Their mitigation scenario yields a 3 percent reduction in the global marine capture fisheries production in 2030 relative to the baseline scenario, while no-mitigation scenario would result in marginal additional harm to the capture fisheries at the global level (reduction of harvest by 0.02 percent in 2030). While the aggregate impact is negligible, distribution of the expected changes in catches widely varies across regions. In principle, high-latitude regions are expected to gain while tropical regions lose capture harvest (Cheung and others 2010). The highest gains are expected in the Europe and Central Asia (ECA) region (7 percent) and the largest losses in the Southeast Asia (SEA; 4 percent) and East Asia and Pacific (EAP; 3 percent) regions. The model predicts that market interactions will attenuate the impact of the changes in the capture harvest and its distribution. Aquaculture will likely increase its production to off set the small loss in the capture harvest. Imports and exports will likely smooth the additional supply demand gap caused by the changes in capture harvest, and fish consumption levels in 2030 are not expected to change in any region due to climate change. The simulated loss in global catches is relatively small in part because this study provides medium-term projections into 2030, whereas climate change is a long-term phenomenon. Given the structure of the IMPACT model, many small island states were grouped together in the “rest of the world” (ROW) model region. Therefore, this simulation exercise is unable to analyze the impact of climate changes in small island states, including Pacific island countries and territories.
Overall Lessons
We have developed a rigorous analytical tool that is capable of making projections on the implications of the ongoing shifts on global fish production and reallocation of fish supply through international trade. The model, though with known limitations, is successfully calibrated
and employed to evaluate different policies and alternative events and to illustrate likely evolution of the global seafood economy.

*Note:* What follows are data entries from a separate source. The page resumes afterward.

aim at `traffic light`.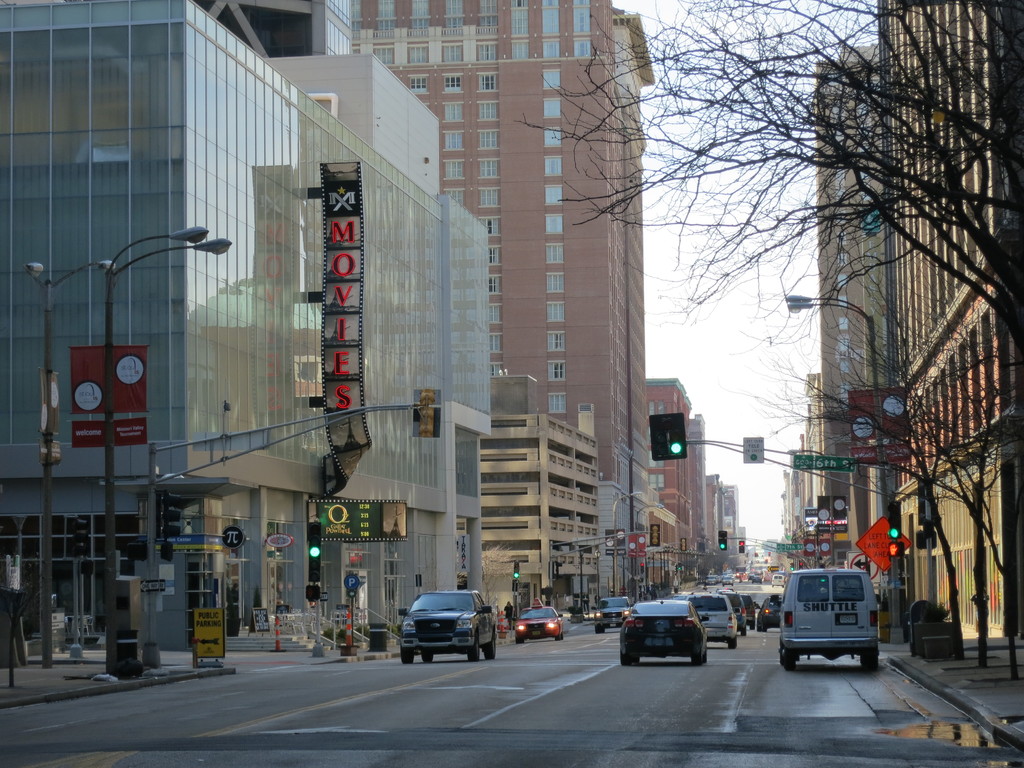
Aimed at 765:559:768:563.
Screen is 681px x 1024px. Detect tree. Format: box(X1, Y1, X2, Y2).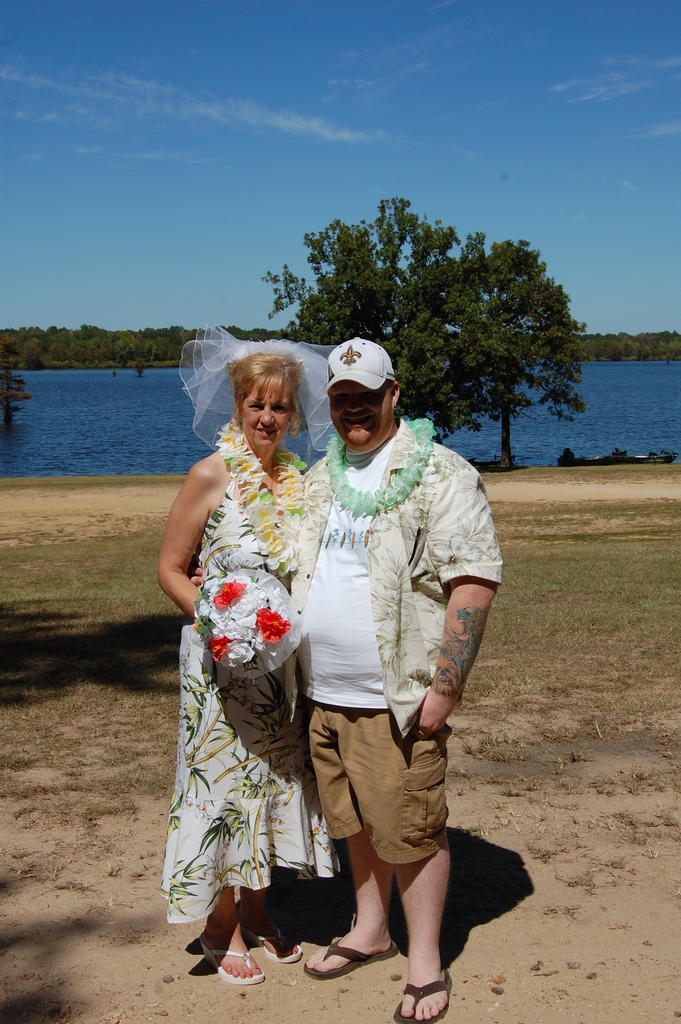
box(259, 199, 591, 470).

From the modeling exercise and scenario analyses, it is clear that aquaculture will continue to fill the growing supply-demand gap in the face of rapidly expanding global fish demand and relatively stable capture fisheries. While total fi sh supply will likely be equally split between capture and aquaculture by 2030, the model predicts that 62 percent of food fi sh will be produced by aquaculture by 2030. Beyond 2030, aquaculture will likely dominate future global fish supply.
Consequently, ensuring successful and sustainable development of global aquaculture is an imperative agenda for the global economy. Investments in aquaculture must be thoughtfully undertaken with consideration of the entire value chain of the seafood industry. Policies should provide an enabling business environment that fosters efficiency and further technological innovations in aquaculture feeds, genetics and breeding, disease management, product processing, and marketing and distribution. The same is true for capture fisheries—developing enabling environment through governance reforms and other tools represents the first step toward recovery of overharvested fish stock and sustainability of global capture fisheries.
Further Reading
You can view the full report by clicking here.